Equality and inclusion in everyday GP access

Equality and inclusion shape whether a patient can contact the practice, explain what they need, understand the next step and feel safe returning.
What inclusion looks like at first contact
Inclusive access goes beyond having a phone line, online form or text message. Those routes only help if a patient can use them. Language, disability, poverty, digital access, fear, trauma, caring responsibilities or previous poor experiences can all exclude people.
Reception staff are often the first to notice when a route does not work. You do not need to redesign the whole service on the spot, but you should recognise when a standard process creates a barrier and follow local steps to help.
Practical signs of exclusion
- A patient repeatedly fails to use online forms or telephone queues.
- A carer explains that appointment letters are not understood.
- A patient misses reviews because text reminders are inaccessible.
- A person becomes distressed because they cannot explain their need in the format offered.
Fair access means the route must be usable, not merely available.
Pause before treating a failed route as the patient's fault. A missed call, incomplete online request or complaint about access can indicate the need for a different communication method, a reasonable adjustment, language support or clearer signposting. Record the barrier so the team can see it.
For reception and care navigation staff, the test is whether the person can use the route offered without being disadvantaged by something the practice could reasonably notice or adapt. Small actions - offering assisted access, checking communication preferences or involving a supervisor - can stop a barrier becoming a missed appointment or a complaint.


What the task requires: Skip the pictures. Give all the data again exactly.

-------- Data listing

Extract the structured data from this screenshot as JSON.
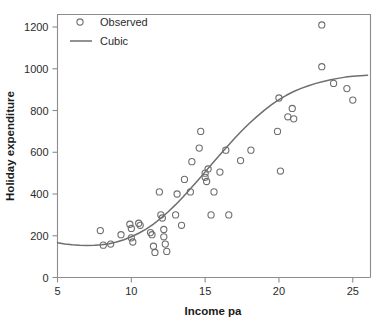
{
  "chart_data": {
    "type": "scatter",
    "title": "",
    "xlabel": "Income pa",
    "ylabel": "Holiday expenditure",
    "xlim": [
      5,
      26.2
    ],
    "ylim": [
      0,
      1260
    ],
    "xticks": [
      5,
      10,
      15,
      20,
      25
    ],
    "xtick_labels": [
      "5",
      "10",
      "15",
      "20",
      "25"
    ],
    "yticks": [
      0,
      200,
      400,
      600,
      800,
      1000,
      1200
    ],
    "ytick_labels": [
      "0",
      "200",
      "400",
      "600",
      "800",
      "1000",
      "1200"
    ],
    "grid": false,
    "legend_position": "top-left inside",
    "series": [
      {
        "name": "Observed",
        "type": "scatter",
        "marker": "open-circle",
        "color": "#6e6e6e",
        "points": [
          [
            7.9,
            225
          ],
          [
            8.1,
            155
          ],
          [
            8.6,
            160
          ],
          [
            9.3,
            205
          ],
          [
            9.9,
            255
          ],
          [
            10.0,
            235
          ],
          [
            10.0,
            190
          ],
          [
            10.1,
            170
          ],
          [
            10.5,
            260
          ],
          [
            10.6,
            250
          ],
          [
            11.3,
            215
          ],
          [
            11.4,
            205
          ],
          [
            11.5,
            150
          ],
          [
            11.6,
            120
          ],
          [
            11.9,
            410
          ],
          [
            12.0,
            300
          ],
          [
            12.1,
            285
          ],
          [
            12.2,
            230
          ],
          [
            12.2,
            195
          ],
          [
            12.3,
            160
          ],
          [
            12.4,
            125
          ],
          [
            13.0,
            300
          ],
          [
            13.1,
            400
          ],
          [
            13.4,
            250
          ],
          [
            13.6,
            470
          ],
          [
            14.0,
            410
          ],
          [
            14.1,
            555
          ],
          [
            14.6,
            620
          ],
          [
            14.7,
            700
          ],
          [
            15.0,
            480
          ],
          [
            15.0,
            500
          ],
          [
            15.1,
            460
          ],
          [
            15.2,
            520
          ],
          [
            15.4,
            300
          ],
          [
            15.6,
            410
          ],
          [
            16.0,
            505
          ],
          [
            16.4,
            610
          ],
          [
            16.6,
            300
          ],
          [
            17.4,
            560
          ],
          [
            18.1,
            610
          ],
          [
            19.9,
            700
          ],
          [
            20.0,
            860
          ],
          [
            20.1,
            510
          ],
          [
            20.6,
            770
          ],
          [
            20.9,
            810
          ],
          [
            21.0,
            760
          ],
          [
            22.9,
            1210
          ],
          [
            22.9,
            1010
          ],
          [
            23.7,
            930
          ],
          [
            24.6,
            905
          ],
          [
            25.0,
            850
          ]
        ]
      },
      {
        "name": "Cubic",
        "type": "line",
        "color": "#6e6e6e",
        "points": [
          [
            5.0,
            167
          ],
          [
            5.5,
            161
          ],
          [
            6.0,
            157
          ],
          [
            6.5,
            154
          ],
          [
            7.0,
            153
          ],
          [
            7.5,
            154
          ],
          [
            8.0,
            157
          ],
          [
            8.5,
            162
          ],
          [
            9.0,
            170
          ],
          [
            9.5,
            181
          ],
          [
            10.0,
            195
          ],
          [
            10.5,
            212
          ],
          [
            11.0,
            232
          ],
          [
            11.5,
            256
          ],
          [
            12.0,
            284
          ],
          [
            12.5,
            315
          ],
          [
            13.0,
            349
          ],
          [
            13.5,
            386
          ],
          [
            14.0,
            425
          ],
          [
            14.5,
            465
          ],
          [
            15.0,
            506
          ],
          [
            15.5,
            547
          ],
          [
            16.0,
            588
          ],
          [
            16.5,
            628
          ],
          [
            17.0,
            667
          ],
          [
            17.5,
            704
          ],
          [
            18.0,
            739
          ],
          [
            18.5,
            771
          ],
          [
            19.0,
            801
          ],
          [
            19.5,
            828
          ],
          [
            20.0,
            852
          ],
          [
            20.5,
            873
          ],
          [
            21.0,
            891
          ],
          [
            21.5,
            906
          ],
          [
            22.0,
            919
          ],
          [
            22.5,
            930
          ],
          [
            23.0,
            939
          ],
          [
            23.5,
            947
          ],
          [
            24.0,
            954
          ],
          [
            24.5,
            960
          ],
          [
            25.0,
            964
          ],
          [
            25.5,
            967
          ],
          [
            26.0,
            969
          ]
        ]
      }
    ],
    "legend": [
      {
        "label": "Observed",
        "marker": "open-circle"
      },
      {
        "label": "Cubic",
        "marker": "line"
      }
    ]
  }
}
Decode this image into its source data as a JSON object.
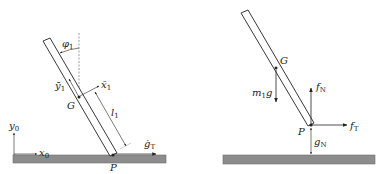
{
  "colors": {
    "ground": "#8c8c8c",
    "ground_edge": "#6e6e6e",
    "stroke": "#222222",
    "dashed": "#777777"
  },
  "left_panel": {
    "labels": {
      "phi": "φ",
      "phi_sub": "1",
      "ybar": "ȳ",
      "ybar_sub": "1",
      "xbar": "x̄",
      "xbar_sub": "1",
      "G": "G",
      "l": "l",
      "l_sub": "1",
      "gdot": "ġ",
      "gdot_sub": "T",
      "P": "P",
      "y0": "y",
      "y0_sub": "0",
      "x0": "x",
      "x0_sub": "0"
    }
  },
  "right_panel": {
    "labels": {
      "G": "G",
      "mg_m": "m",
      "mg_sub": "1",
      "mg_g": "g",
      "fN": "f",
      "fN_sub": "N",
      "fT": "f",
      "fT_sub": "T",
      "P": "P",
      "gN": "g",
      "gN_sub": "N"
    }
  }
}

----------------

Solution to the problem:
Extract the structured data from this screenshot as JSON.
{
  "chart_data": {
    "type": "scatter",
    "title": "",
    "xlabel": "Income pa",
    "ylabel": "Holiday expenditure",
    "xlim": [
      5,
      26.2
    ],
    "ylim": [
      0,
      1260
    ],
    "xticks": [
      5,
      10,
      15,
      20,
      25
    ],
    "xtick_labels": [
      "5",
      "10",
      "15",
      "20",
      "25"
    ],
    "yticks": [
      0,
      200,
      400,
      600,
      800,
      1000,
      1200
    ],
    "ytick_labels": [
      "0",
      "200",
      "400",
      "600",
      "800",
      "1000",
      "1200"
    ],
    "grid": false,
    "legend_position": "top-left inside",
    "series": [
      {
        "name": "Observed",
        "type": "scatter",
        "marker": "open-circle",
        "color": "#6e6e6e",
        "points": [
          [
            7.9,
            225
          ],
          [
            8.1,
            155
          ],
          [
            8.6,
            160
          ],
          [
            9.3,
            205
          ],
          [
            9.9,
            255
          ],
          [
            10.0,
            235
          ],
          [
            10.0,
            190
          ],
          [
            10.1,
            170
          ],
          [
            10.5,
            260
          ],
          [
            10.6,
            250
          ],
          [
            11.3,
            215
          ],
          [
            11.4,
            205
          ],
          [
            11.5,
            150
          ],
          [
            11.6,
            120
          ],
          [
            11.9,
            410
          ],
          [
            12.0,
            300
          ],
          [
            12.1,
            285
          ],
          [
            12.2,
            230
          ],
          [
            12.2,
            195
          ],
          [
            12.3,
            160
          ],
          [
            12.4,
            125
          ],
          [
            13.0,
            300
          ],
          [
            13.1,
            400
          ],
          [
            13.4,
            250
          ],
          [
            13.6,
            470
          ],
          [
            14.0,
            410
          ],
          [
            14.1,
            555
          ],
          [
            14.6,
            620
          ],
          [
            14.7,
            700
          ],
          [
            15.0,
            480
          ],
          [
            15.0,
            500
          ],
          [
            15.1,
            460
          ],
          [
            15.2,
            520
          ],
          [
            15.4,
            300
          ],
          [
            15.6,
            410
          ],
          [
            16.0,
            505
          ],
          [
            16.4,
            610
          ],
          [
            16.6,
            300
          ],
          [
            17.4,
            560
          ],
          [
            18.1,
            610
          ],
          [
            19.9,
            700
          ],
          [
            20.0,
            860
          ],
          [
            20.1,
            510
          ],
          [
            20.6,
            770
          ],
          [
            20.9,
            810
          ],
          [
            21.0,
            760
          ],
          [
            22.9,
            1210
          ],
          [
            22.9,
            1010
          ],
          [
            23.7,
            930
          ],
          [
            24.6,
            905
          ],
          [
            25.0,
            850
          ]
        ]
      },
      {
        "name": "Cubic",
        "type": "line",
        "color": "#6e6e6e",
        "points": [
          [
            5.0,
            167
          ],
          [
            5.5,
            161
          ],
          [
            6.0,
            157
          ],
          [
            6.5,
            154
          ],
          [
            7.0,
            153
          ],
          [
            7.5,
            154
          ],
          [
            8.0,
            157
          ],
          [
            8.5,
            162
          ],
          [
            9.0,
            170
          ],
          [
            9.5,
            181
          ],
          [
            10.0,
            195
          ],
          [
            10.5,
            212
          ],
          [
            11.0,
            232
          ],
          [
            11.5,
            256
          ],
          [
            12.0,
            284
          ],
          [
            12.5,
            315
          ],
          [
            13.0,
            349
          ],
          [
            13.5,
            386
          ],
          [
            14.0,
            425
          ],
          [
            14.5,
            465
          ],
          [
            15.0,
            506
          ],
          [
            15.5,
            547
          ],
          [
            16.0,
            588
          ],
          [
            16.5,
            628
          ],
          [
            17.0,
            667
          ],
          [
            17.5,
            704
          ],
          [
            18.0,
            739
          ],
          [
            18.5,
            771
          ],
          [
            19.0,
            801
          ],
          [
            19.5,
            828
          ],
          [
            20.0,
            852
          ],
          [
            20.5,
            873
          ],
          [
            21.0,
            891
          ],
          [
            21.5,
            906
          ],
          [
            22.0,
            919
          ],
          [
            22.5,
            930
          ],
          [
            23.0,
            939
          ],
          [
            23.5,
            947
          ],
          [
            24.0,
            954
          ],
          [
            24.5,
            960
          ],
          [
            25.0,
            964
          ],
          [
            25.5,
            967
          ],
          [
            26.0,
            969
          ]
        ]
      }
    ],
    "legend": [
      {
        "label": "Observed",
        "marker": "open-circle"
      },
      {
        "label": "Cubic",
        "marker": "line"
      }
    ]
  }
}
Decode this image into its source data as a JSON object.
{
  "colors": {
    "ground": "#8c8c8c",
    "ground_edge": "#6e6e6e",
    "stroke": "#222222",
    "dashed": "#777777"
  },
  "left_panel": {
    "labels": {
      "phi": "φ",
      "phi_sub": "1",
      "ybar": "ȳ",
      "ybar_sub": "1",
      "xbar": "x̄",
      "xbar_sub": "1",
      "G": "G",
      "l": "l",
      "l_sub": "1",
      "gdot": "ġ",
      "gdot_sub": "T",
      "P": "P",
      "y0": "y",
      "y0_sub": "0",
      "x0": "x",
      "x0_sub": "0"
    }
  },
  "right_panel": {
    "labels": {
      "G": "G",
      "mg_m": "m",
      "mg_sub": "1",
      "mg_g": "g",
      "fN": "f",
      "fN_sub": "N",
      "fT": "f",
      "fT_sub": "T",
      "P": "P",
      "gN": "g",
      "gN_sub": "N"
    }
  }
}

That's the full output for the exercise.